[1068] Marshall to James M. Marshall, Feb. 28, 1800; MS.
[1069] Annals, 6th Cong., 1st Sess., 595-96.
[1070] Pickering to James Winchester, March 17, 1800; Pickering MSS., Mass. Hist. Soc. Also Binney, in Dillon, iii, 312.
[1071] See Moore: American Eloquence, ii, 20-23. The speech also appears in full in Annals, 6th Cong., 1st Sess., 596-619; in Benton: Abridgment of the Debates of Congress; in Bee's Reports, 266; and in the Appendix to Wharton: State Trials, 443.
[1072] Pickering to Hamilton, March 10, 1800; Pickering MSS., Mass. Hist. Soc.
[1073] Aurora, March 10, 1800.
[1074] Aurora, March 14, 1800.
[1075] Marshall's speech on the Robins case shows some study, but not so much as the florid encomium of Story indicates. The speeches of Bayard, Gallatin, Nicholas, and others display evidence of much more research than that of Marshall, who briefly refers to only two authorities.
[1076] Story, in Dillon, iii, 357-58.
[1077] Grigsby, i, 177; Adams: Gallatin, 232.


• **THE TASK**:
Below is a block of records. Copy every line in it that contains the word "ffffff".

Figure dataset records
-.-.-

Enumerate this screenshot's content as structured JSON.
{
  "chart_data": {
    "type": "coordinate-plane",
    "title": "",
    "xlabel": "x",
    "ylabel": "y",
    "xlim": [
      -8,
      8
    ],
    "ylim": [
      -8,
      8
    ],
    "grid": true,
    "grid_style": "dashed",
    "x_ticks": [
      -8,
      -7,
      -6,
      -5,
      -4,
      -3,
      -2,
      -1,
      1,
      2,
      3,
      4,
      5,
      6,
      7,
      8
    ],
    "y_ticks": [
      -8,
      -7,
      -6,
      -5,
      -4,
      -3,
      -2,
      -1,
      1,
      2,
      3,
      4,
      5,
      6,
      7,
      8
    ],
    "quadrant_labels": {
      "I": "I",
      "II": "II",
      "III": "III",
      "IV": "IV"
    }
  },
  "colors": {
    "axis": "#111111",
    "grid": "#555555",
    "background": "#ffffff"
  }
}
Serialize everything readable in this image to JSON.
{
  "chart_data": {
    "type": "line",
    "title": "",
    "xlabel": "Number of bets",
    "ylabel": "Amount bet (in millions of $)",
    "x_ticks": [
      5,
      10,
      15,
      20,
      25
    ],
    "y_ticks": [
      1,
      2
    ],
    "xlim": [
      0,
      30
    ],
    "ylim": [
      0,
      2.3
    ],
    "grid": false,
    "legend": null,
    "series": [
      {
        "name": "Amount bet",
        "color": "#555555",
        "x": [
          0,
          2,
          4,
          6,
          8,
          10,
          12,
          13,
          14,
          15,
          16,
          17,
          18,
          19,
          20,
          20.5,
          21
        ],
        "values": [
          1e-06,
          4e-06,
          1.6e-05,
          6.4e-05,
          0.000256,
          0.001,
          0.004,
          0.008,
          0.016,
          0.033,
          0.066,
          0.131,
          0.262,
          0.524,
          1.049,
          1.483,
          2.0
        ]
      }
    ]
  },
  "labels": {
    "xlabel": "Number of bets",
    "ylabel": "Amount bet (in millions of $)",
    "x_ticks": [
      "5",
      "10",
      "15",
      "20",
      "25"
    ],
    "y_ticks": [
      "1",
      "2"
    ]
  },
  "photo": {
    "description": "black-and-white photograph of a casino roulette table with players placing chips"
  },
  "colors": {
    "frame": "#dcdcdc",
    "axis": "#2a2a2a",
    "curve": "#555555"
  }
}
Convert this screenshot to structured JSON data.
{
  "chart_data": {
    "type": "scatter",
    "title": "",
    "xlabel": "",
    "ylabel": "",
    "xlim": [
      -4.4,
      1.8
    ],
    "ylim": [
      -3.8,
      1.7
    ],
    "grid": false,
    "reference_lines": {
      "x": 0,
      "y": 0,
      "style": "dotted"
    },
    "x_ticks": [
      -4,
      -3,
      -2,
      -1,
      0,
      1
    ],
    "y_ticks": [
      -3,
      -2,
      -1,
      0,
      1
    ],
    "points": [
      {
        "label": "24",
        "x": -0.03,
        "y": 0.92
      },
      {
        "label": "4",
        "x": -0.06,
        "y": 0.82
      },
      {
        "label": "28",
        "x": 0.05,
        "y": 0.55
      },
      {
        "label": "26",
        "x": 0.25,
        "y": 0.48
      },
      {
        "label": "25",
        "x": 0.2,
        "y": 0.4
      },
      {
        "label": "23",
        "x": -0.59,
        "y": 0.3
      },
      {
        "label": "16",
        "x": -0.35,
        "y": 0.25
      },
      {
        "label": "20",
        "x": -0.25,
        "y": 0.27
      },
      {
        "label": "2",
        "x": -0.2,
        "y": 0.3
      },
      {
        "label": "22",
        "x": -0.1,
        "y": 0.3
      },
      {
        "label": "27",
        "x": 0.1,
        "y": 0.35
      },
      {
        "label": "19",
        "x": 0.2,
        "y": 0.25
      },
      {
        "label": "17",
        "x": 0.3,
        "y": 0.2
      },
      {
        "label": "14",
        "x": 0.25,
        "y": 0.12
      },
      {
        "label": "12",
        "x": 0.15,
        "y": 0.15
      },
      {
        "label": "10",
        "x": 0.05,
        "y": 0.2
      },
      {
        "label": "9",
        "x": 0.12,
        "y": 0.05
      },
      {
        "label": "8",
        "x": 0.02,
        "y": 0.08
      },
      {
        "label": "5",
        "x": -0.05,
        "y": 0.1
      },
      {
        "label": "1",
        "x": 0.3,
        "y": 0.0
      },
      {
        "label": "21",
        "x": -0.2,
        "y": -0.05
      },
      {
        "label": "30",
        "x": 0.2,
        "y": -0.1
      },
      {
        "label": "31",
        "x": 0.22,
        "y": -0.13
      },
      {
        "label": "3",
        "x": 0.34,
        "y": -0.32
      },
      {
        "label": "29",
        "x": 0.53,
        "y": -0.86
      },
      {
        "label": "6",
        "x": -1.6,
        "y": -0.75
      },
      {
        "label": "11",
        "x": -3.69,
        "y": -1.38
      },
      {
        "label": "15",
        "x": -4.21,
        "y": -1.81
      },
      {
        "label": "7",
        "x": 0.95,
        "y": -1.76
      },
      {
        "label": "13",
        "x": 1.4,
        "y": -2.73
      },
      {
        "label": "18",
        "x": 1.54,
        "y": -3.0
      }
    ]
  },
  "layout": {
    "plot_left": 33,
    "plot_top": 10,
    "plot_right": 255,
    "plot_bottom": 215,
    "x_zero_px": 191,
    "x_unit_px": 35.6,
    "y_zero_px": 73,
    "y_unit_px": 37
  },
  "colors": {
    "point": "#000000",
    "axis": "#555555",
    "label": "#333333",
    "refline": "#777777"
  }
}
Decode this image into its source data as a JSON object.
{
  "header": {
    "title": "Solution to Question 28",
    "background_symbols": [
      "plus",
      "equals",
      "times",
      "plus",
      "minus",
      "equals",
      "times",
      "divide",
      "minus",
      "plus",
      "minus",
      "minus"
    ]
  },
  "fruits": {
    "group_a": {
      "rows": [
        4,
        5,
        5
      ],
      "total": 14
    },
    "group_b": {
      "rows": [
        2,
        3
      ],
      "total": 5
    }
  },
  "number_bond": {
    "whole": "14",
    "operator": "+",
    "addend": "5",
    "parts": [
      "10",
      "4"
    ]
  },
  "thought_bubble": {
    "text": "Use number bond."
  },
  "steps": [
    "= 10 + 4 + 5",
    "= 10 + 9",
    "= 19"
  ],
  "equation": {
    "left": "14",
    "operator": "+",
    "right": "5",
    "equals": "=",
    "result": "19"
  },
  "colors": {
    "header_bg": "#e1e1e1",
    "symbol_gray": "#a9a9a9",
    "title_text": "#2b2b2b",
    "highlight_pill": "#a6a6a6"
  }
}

-.-.-

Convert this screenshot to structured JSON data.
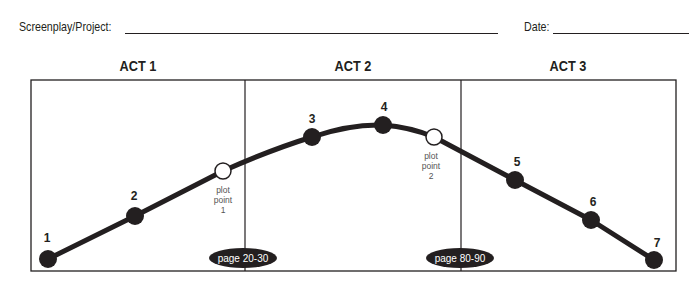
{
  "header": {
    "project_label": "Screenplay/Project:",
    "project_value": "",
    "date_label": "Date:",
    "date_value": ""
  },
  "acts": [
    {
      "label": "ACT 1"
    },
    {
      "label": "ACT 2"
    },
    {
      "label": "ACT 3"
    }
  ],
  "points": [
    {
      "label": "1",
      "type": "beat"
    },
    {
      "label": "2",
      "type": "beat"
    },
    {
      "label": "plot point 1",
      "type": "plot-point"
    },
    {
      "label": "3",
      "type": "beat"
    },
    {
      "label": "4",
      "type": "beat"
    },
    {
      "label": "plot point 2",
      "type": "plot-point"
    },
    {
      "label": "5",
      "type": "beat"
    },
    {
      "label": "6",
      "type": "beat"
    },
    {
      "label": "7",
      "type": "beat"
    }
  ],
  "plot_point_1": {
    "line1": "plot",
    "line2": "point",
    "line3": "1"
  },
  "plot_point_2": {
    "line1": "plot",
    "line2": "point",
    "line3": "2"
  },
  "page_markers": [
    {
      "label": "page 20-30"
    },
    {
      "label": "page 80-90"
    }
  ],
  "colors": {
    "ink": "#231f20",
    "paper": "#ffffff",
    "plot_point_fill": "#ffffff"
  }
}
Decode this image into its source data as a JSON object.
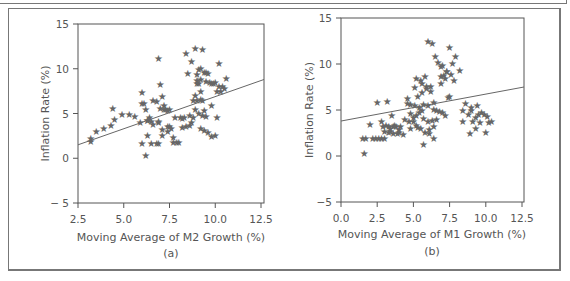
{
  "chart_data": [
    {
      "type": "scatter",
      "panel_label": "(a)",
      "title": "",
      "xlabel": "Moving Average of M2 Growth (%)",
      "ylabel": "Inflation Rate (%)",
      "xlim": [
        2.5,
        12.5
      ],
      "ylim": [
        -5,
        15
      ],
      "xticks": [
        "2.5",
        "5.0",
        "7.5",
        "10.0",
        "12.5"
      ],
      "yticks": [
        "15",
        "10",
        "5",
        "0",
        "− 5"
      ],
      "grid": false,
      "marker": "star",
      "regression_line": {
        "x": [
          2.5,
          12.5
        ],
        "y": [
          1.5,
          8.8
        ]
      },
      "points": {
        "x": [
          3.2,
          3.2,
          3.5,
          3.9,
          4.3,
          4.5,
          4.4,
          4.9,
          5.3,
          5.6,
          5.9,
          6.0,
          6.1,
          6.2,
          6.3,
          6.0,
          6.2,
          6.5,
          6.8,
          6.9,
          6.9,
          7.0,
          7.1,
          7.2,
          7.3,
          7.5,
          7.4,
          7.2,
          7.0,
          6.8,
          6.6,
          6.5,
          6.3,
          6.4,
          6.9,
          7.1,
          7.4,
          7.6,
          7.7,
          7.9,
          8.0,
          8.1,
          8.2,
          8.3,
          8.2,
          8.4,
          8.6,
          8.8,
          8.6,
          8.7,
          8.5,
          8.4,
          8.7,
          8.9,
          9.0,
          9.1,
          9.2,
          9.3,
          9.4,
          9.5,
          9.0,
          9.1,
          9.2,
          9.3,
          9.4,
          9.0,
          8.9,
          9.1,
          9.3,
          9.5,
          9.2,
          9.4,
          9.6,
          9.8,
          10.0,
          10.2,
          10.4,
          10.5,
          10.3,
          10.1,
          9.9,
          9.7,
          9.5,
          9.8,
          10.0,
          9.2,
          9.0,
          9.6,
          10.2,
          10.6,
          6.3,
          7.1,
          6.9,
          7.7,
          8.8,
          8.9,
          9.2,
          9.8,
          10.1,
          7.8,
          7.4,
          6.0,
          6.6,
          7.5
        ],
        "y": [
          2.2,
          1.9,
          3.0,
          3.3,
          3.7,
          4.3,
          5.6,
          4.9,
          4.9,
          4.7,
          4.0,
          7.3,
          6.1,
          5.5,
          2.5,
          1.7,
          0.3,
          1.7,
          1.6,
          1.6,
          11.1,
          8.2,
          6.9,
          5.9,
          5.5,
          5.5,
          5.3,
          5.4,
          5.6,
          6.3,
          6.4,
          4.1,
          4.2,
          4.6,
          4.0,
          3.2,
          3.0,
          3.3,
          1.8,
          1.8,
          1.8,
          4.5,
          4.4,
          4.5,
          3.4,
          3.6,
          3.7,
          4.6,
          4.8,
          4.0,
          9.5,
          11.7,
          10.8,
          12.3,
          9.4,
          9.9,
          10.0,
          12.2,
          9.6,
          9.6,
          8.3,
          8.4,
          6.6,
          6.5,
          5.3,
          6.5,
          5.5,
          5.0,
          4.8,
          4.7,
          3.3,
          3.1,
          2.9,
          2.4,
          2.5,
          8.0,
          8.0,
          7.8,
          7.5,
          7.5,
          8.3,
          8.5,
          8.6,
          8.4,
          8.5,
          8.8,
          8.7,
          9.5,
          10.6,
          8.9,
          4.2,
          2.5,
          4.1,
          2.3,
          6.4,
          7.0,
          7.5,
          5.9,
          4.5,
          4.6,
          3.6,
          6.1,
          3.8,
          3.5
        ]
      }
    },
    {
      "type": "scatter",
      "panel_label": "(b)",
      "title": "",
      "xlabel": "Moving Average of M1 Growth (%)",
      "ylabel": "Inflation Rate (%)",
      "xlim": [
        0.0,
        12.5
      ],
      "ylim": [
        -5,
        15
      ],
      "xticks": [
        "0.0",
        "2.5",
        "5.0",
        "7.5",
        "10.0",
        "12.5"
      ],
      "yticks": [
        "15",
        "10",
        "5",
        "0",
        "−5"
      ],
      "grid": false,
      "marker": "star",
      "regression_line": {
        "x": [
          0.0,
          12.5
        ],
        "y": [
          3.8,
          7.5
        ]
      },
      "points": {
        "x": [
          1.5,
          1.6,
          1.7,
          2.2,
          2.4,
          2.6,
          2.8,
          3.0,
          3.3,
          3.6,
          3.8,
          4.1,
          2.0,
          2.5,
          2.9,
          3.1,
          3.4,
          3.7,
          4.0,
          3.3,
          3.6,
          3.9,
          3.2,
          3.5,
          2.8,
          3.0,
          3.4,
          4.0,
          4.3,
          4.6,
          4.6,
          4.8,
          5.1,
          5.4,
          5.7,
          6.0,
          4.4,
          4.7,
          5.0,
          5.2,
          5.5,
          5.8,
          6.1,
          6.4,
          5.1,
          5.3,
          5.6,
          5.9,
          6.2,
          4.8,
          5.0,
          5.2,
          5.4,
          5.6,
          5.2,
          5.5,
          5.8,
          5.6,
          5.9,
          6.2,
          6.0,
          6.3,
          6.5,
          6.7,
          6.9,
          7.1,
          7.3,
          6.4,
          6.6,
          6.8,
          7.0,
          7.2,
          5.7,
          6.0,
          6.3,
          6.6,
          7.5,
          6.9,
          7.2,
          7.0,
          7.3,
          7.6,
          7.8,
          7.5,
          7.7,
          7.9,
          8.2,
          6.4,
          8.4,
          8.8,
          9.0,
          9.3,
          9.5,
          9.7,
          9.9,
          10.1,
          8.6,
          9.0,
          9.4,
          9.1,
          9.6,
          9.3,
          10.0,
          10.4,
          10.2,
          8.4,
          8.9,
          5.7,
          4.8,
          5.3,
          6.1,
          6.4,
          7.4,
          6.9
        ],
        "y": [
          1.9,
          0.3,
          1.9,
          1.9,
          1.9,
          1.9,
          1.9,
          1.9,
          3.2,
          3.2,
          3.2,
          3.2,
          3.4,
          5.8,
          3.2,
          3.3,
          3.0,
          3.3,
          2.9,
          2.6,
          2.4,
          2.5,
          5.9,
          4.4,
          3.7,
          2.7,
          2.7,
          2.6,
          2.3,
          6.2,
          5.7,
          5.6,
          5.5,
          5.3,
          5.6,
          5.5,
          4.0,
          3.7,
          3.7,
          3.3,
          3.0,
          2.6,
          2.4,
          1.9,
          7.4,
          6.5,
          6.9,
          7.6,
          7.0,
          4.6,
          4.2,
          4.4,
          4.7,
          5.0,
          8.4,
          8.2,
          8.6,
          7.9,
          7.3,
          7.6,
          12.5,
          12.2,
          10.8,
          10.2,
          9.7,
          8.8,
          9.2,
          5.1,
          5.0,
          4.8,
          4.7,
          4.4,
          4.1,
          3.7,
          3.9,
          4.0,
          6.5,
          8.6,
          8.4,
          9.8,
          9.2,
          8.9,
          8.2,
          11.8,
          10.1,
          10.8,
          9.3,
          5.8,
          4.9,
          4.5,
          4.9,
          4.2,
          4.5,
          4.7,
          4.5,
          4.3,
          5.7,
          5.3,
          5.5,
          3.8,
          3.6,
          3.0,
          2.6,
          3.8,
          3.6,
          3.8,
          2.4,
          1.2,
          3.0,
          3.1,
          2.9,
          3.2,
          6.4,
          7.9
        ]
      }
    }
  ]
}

-.-.-

• **SOLUTION**:
    "background": "#ffffff"
    "paper": "#ffffff",
    "plot_point_fill": "#ffffff"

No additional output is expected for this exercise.